Cold hard facts for lazy writers
I added the Miss Snark blog to my "best" list over there on the sidebar a couple weeks ago, but let me stress: if you are a writer who wants, one day, to have a book published, you should be reading this blog every single day. The advice she gives is invaluable. It is short on false encouragement and long on realistic appraisals of the publishing industry and why your book hasn't been published yet and probably never will be.
A writing conference is just a walking slush pile. 75% of the work there isn't publishable and probably won't be. Ever. Not even with all the seminars, classes and pitch meetings. That's just a cold hard fact.
There's a big difference between her attitude, by the way, and that of author Lynn Freed, whose essay "Doing Time" lambasted creative writing programs and students (and which I satirized in a fictional blog). Freed's attitude was snobbish, elitist, bitter and frankly spiteful, while Miss Snark (despite her pseudonym) is simply realistic. She calls people fools when they come up with a really stupid idea, not from a sense of superiority as Freed did, but because she's in the trenches every day trying to separate the good stuff from the crap.
That's what we need more of -- not just in the publishing business but in modern culture in general -- more crap detection, without the hauteur.
1 comment:
Speaking of Lynn Freed, there's more evidence for your theory behind her odd attitudes to teaching (that's she's inherently a bottom, stuck in a top role and wondering why her non-bottomy students don't treat her the way she'd treat an authority figure. A review of her new book in the Sunday NY Times points out that Freed had a "histrionic" mother who was "often cruel" in her criticism, as were her older sisters. "'Dreadful!' someone would shout, 'Miles off!' my mother would add...Fail, and you died on the spot." Your x-ray vision into the very nature of her sould is reaffirmed.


● Exercise description:
Every record below is to be retyped exactly, with any pictures left out.

● Records from a data source:
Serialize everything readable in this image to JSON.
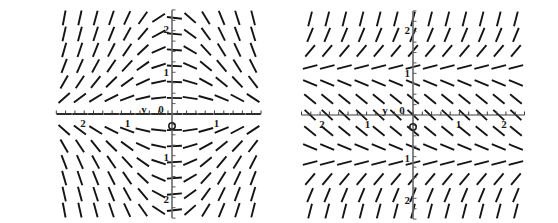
{
  "figure": {
    "background_color": "#ffffff",
    "stroke_color": "#141414",
    "panel_count": 2
  },
  "chart_data": [
    {
      "type": "scatter",
      "subtype": "slope-field",
      "title": "",
      "xlabel": "",
      "ylabel": "y",
      "origin_label": "0",
      "xlim": [
        -2.6,
        2.0
      ],
      "ylim": [
        -2.45,
        2.45
      ],
      "xticks": [
        -2,
        -1,
        0,
        1
      ],
      "xtick_labels": [
        "2",
        "1",
        "0",
        "1"
      ],
      "yticks": [
        2,
        1,
        0,
        -1,
        -2
      ],
      "ytick_labels": [
        "2",
        "1",
        "0",
        "1",
        "2"
      ],
      "grid": false,
      "legend": "none",
      "axis_arrow": false,
      "minor_tick_count_x": 22,
      "minor_tick_count_y": 20,
      "slope_formula": "dy/dx = -x*y",
      "segment_grid_x": 13,
      "segment_grid_y": 13,
      "segment_length": 15,
      "description": "Direction field with chevron shaped rows; slopes positive at left, flat near x=0, negative at right above the axis and mirrored below."
    },
    {
      "type": "scatter",
      "subtype": "slope-field",
      "title": "",
      "xlabel": "",
      "ylabel": "y",
      "origin_label": "0",
      "xlim": [
        -2.45,
        2.45
      ],
      "ylim": [
        -2.45,
        2.45
      ],
      "xticks": [
        -2,
        -1,
        0,
        1,
        2
      ],
      "xtick_labels": [
        "2",
        "1",
        "0",
        "1",
        "2"
      ],
      "yticks": [
        2,
        1,
        0,
        -1,
        -2
      ],
      "ytick_labels": [
        "2",
        "1",
        "0",
        "1",
        "2"
      ],
      "grid": false,
      "legend": "none",
      "axis_arrow": false,
      "minor_tick_count_x": 24,
      "minor_tick_count_y": 20,
      "slope_formula": "dy/dx = y*y - 1",
      "segment_grid_x": 13,
      "segment_grid_y": 13,
      "segment_length": 15,
      "description": "Direction field depending only on y; steep positive slopes above y=1, shallow near y=0, steep negative below y=-1, horizontal rows identical."
    }
  ],
  "panels": [
    {
      "name": "left-slope-field",
      "y_axis_symbol": "y",
      "origin_symbol": "0",
      "x_tick_texts": [
        "2",
        "1",
        "1"
      ],
      "y_tick_texts": [
        "2",
        "1",
        "1",
        "2"
      ]
    },
    {
      "name": "right-slope-field",
      "y_axis_symbol": "y",
      "origin_symbol": "0",
      "x_tick_texts": [
        "2",
        "1",
        "1",
        "2"
      ],
      "y_tick_texts": [
        "2",
        "1",
        "1",
        "2"
      ]
    }
  ]
}
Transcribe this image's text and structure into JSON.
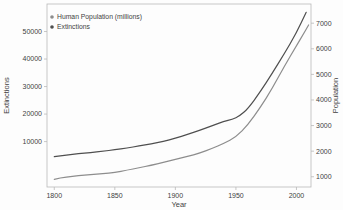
{
  "figure": {
    "background": "#fdfdfd",
    "frame_color": "#b9b9b9",
    "tick_text_color": "#3f3f3f",
    "legend": {
      "items": [
        {
          "label": "Human Population (millions)",
          "marker": "filled-circle",
          "color": "#8d8d8d"
        },
        {
          "label": "Extinctions",
          "marker": "filled-circle",
          "color": "#4f4f4f"
        }
      ]
    }
  },
  "chart_data": {
    "type": "line",
    "title": "",
    "xlabel": "Year",
    "ylabel_left": "Extinctions",
    "ylabel_right": "Population",
    "x_ticks": [
      1800,
      1850,
      1900,
      1950,
      2000
    ],
    "left_ticks": [
      10000,
      20000,
      30000,
      40000,
      50000
    ],
    "right_ticks": [
      1000,
      2000,
      3000,
      4000,
      5000,
      6000,
      7000
    ],
    "xlim": [
      1794,
      2012
    ],
    "left_ylim": [
      -6500,
      60000
    ],
    "right_ylim": [
      600,
      7750
    ],
    "grid": false,
    "legend_position": "top-left-inside",
    "series": [
      {
        "name": "Extinctions",
        "axis": "left",
        "color": "#4f4f4f",
        "points": [
          [
            1800,
            4500
          ],
          [
            1810,
            5100
          ],
          [
            1820,
            5600
          ],
          [
            1830,
            6000
          ],
          [
            1840,
            6500
          ],
          [
            1850,
            7000
          ],
          [
            1860,
            7700
          ],
          [
            1870,
            8400
          ],
          [
            1880,
            9200
          ],
          [
            1890,
            10100
          ],
          [
            1900,
            11200
          ],
          [
            1910,
            12600
          ],
          [
            1920,
            14100
          ],
          [
            1930,
            15700
          ],
          [
            1940,
            17400
          ],
          [
            1947,
            18100
          ],
          [
            1953,
            19300
          ],
          [
            1960,
            22000
          ],
          [
            1970,
            28000
          ],
          [
            1980,
            34800
          ],
          [
            1990,
            42000
          ],
          [
            2000,
            49500
          ],
          [
            2008,
            57000
          ]
        ]
      },
      {
        "name": "Human Population (millions)",
        "axis": "right",
        "color": "#8d8d8d",
        "points": [
          [
            1800,
            900
          ],
          [
            1810,
            1000
          ],
          [
            1820,
            1040
          ],
          [
            1830,
            1080
          ],
          [
            1840,
            1120
          ],
          [
            1850,
            1170
          ],
          [
            1860,
            1260
          ],
          [
            1870,
            1350
          ],
          [
            1880,
            1450
          ],
          [
            1890,
            1560
          ],
          [
            1900,
            1680
          ],
          [
            1910,
            1800
          ],
          [
            1920,
            1920
          ],
          [
            1930,
            2100
          ],
          [
            1940,
            2300
          ],
          [
            1950,
            2550
          ],
          [
            1960,
            3030
          ],
          [
            1970,
            3700
          ],
          [
            1980,
            4450
          ],
          [
            1990,
            5320
          ],
          [
            2000,
            6120
          ],
          [
            2005,
            6520
          ],
          [
            2010,
            6930
          ]
        ]
      }
    ]
  }
}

● Expected answer:
Serialize everything readable in this image to JSON.
{
  "figure": {
    "background_color": "#ffffff",
    "stroke_color": "#141414",
    "panel_count": 2
  },
  "chart_data": [
    {
      "type": "scatter",
      "subtype": "slope-field",
      "title": "",
      "xlabel": "",
      "ylabel": "y",
      "origin_label": "0",
      "xlim": [
        -2.6,
        2.0
      ],
      "ylim": [
        -2.45,
        2.45
      ],
      "xticks": [
        -2,
        -1,
        0,
        1
      ],
      "xtick_labels": [
        "2",
        "1",
        "0",
        "1"
      ],
      "yticks": [
        2,
        1,
        0,
        -1,
        -2
      ],
      "ytick_labels": [
        "2",
        "1",
        "0",
        "1",
        "2"
      ],
      "grid": false,
      "legend": "none",
      "axis_arrow": false,
      "minor_tick_count_x": 22,
      "minor_tick_count_y": 20,
      "slope_formula": "dy/dx = -x*y",
      "segment_grid_x": 13,
      "segment_grid_y": 13,
      "segment_length": 15,
      "description": "Direction field with chevron shaped rows; slopes positive at left, flat near x=0, negative at right above the axis and mirrored below."
    },
    {
      "type": "scatter",
      "subtype": "slope-field",
      "title": "",
      "xlabel": "",
      "ylabel": "y",
      "origin_label": "0",
      "xlim": [
        -2.45,
        2.45
      ],
      "ylim": [
        -2.45,
        2.45
      ],
      "xticks": [
        -2,
        -1,
        0,
        1,
        2
      ],
      "xtick_labels": [
        "2",
        "1",
        "0",
        "1",
        "2"
      ],
      "yticks": [
        2,
        1,
        0,
        -1,
        -2
      ],
      "ytick_labels": [
        "2",
        "1",
        "0",
        "1",
        "2"
      ],
      "grid": false,
      "legend": "none",
      "axis_arrow": false,
      "minor_tick_count_x": 24,
      "minor_tick_count_y": 20,
      "slope_formula": "dy/dx = y*y - 1",
      "segment_grid_x": 13,
      "segment_grid_y": 13,
      "segment_length": 15,
      "description": "Direction field depending only on y; steep positive slopes above y=1, shallow near y=0, steep negative below y=-1, horizontal rows identical."
    }
  ],
  "panels": [
    {
      "name": "left-slope-field",
      "y_axis_symbol": "y",
      "origin_symbol": "0",
      "x_tick_texts": [
        "2",
        "1",
        "1"
      ],
      "y_tick_texts": [
        "2",
        "1",
        "1",
        "2"
      ]
    },
    {
      "name": "right-slope-field",
      "y_axis_symbol": "y",
      "origin_symbol": "0",
      "x_tick_texts": [
        "2",
        "1",
        "1",
        "2"
      ],
      "y_tick_texts": [
        "2",
        "1",
        "1",
        "2"
      ]
    }
  ]
}
Transcribe this image's text and structure into JSON.
{
  "figure": {
    "background": "#fdfdfd",
    "frame_color": "#b9b9b9",
    "tick_text_color": "#3f3f3f",
    "legend": {
      "items": [
        {
          "label": "Human Population (millions)",
          "marker": "filled-circle",
          "color": "#8d8d8d"
        },
        {
          "label": "Extinctions",
          "marker": "filled-circle",
          "color": "#4f4f4f"
        }
      ]
    }
  },
  "chart_data": {
    "type": "line",
    "title": "",
    "xlabel": "Year",
    "ylabel_left": "Extinctions",
    "ylabel_right": "Population",
    "x_ticks": [
      1800,
      1850,
      1900,
      1950,
      2000
    ],
    "left_ticks": [
      10000,
      20000,
      30000,
      40000,
      50000
    ],
    "right_ticks": [
      1000,
      2000,
      3000,
      4000,
      5000,
      6000,
      7000
    ],
    "xlim": [
      1794,
      2012
    ],
    "left_ylim": [
      -6500,
      60000
    ],
    "right_ylim": [
      600,
      7750
    ],
    "grid": false,
    "legend_position": "top-left-inside",
    "series": [
      {
        "name": "Extinctions",
        "axis": "left",
        "color": "#4f4f4f",
        "points": [
          [
            1800,
            4500
          ],
          [
            1810,
            5100
          ],
          [
            1820,
            5600
          ],
          [
            1830,
            6000
          ],
          [
            1840,
            6500
          ],
          [
            1850,
            7000
          ],
          [
            1860,
            7700
          ],
          [
            1870,
            8400
          ],
          [
            1880,
            9200
          ],
          [
            1890,
            10100
          ],
          [
            1900,
            11200
          ],
          [
            1910,
            12600
          ],
          [
            1920,
            14100
          ],
          [
            1930,
            15700
          ],
          [
            1940,
            17400
          ],
          [
            1947,
            18100
          ],
          [
            1953,
            19300
          ],
          [
            1960,
            22000
          ],
          [
            1970,
            28000
          ],
          [
            1980,
            34800
          ],
          [
            1990,
            42000
          ],
          [
            2000,
            49500
          ],
          [
            2008,
            57000
          ]
        ]
      },
      {
        "name": "Human Population (millions)",
        "axis": "right",
        "color": "#8d8d8d",
        "points": [
          [
            1800,
            900
          ],
          [
            1810,
            1000
          ],
          [
            1820,
            1040
          ],
          [
            1830,
            1080
          ],
          [
            1840,
            1120
          ],
          [
            1850,
            1170
          ],
          [
            1860,
            1260
          ],
          [
            1870,
            1350
          ],
          [
            1880,
            1450
          ],
          [
            1890,
            1560
          ],
          [
            1900,
            1680
          ],
          [
            1910,
            1800
          ],
          [
            1920,
            1920
          ],
          [
            1930,
            2100
          ],
          [
            1940,
            2300
          ],
          [
            1950,
            2550
          ],
          [
            1960,
            3030
          ],
          [
            1970,
            3700
          ],
          [
            1980,
            4450
          ],
          [
            1990,
            5320
          ],
          [
            2000,
            6120
          ],
          [
            2005,
            6520
          ],
          [
            2010,
            6930
          ]
        ]
      }
    ]
  }
}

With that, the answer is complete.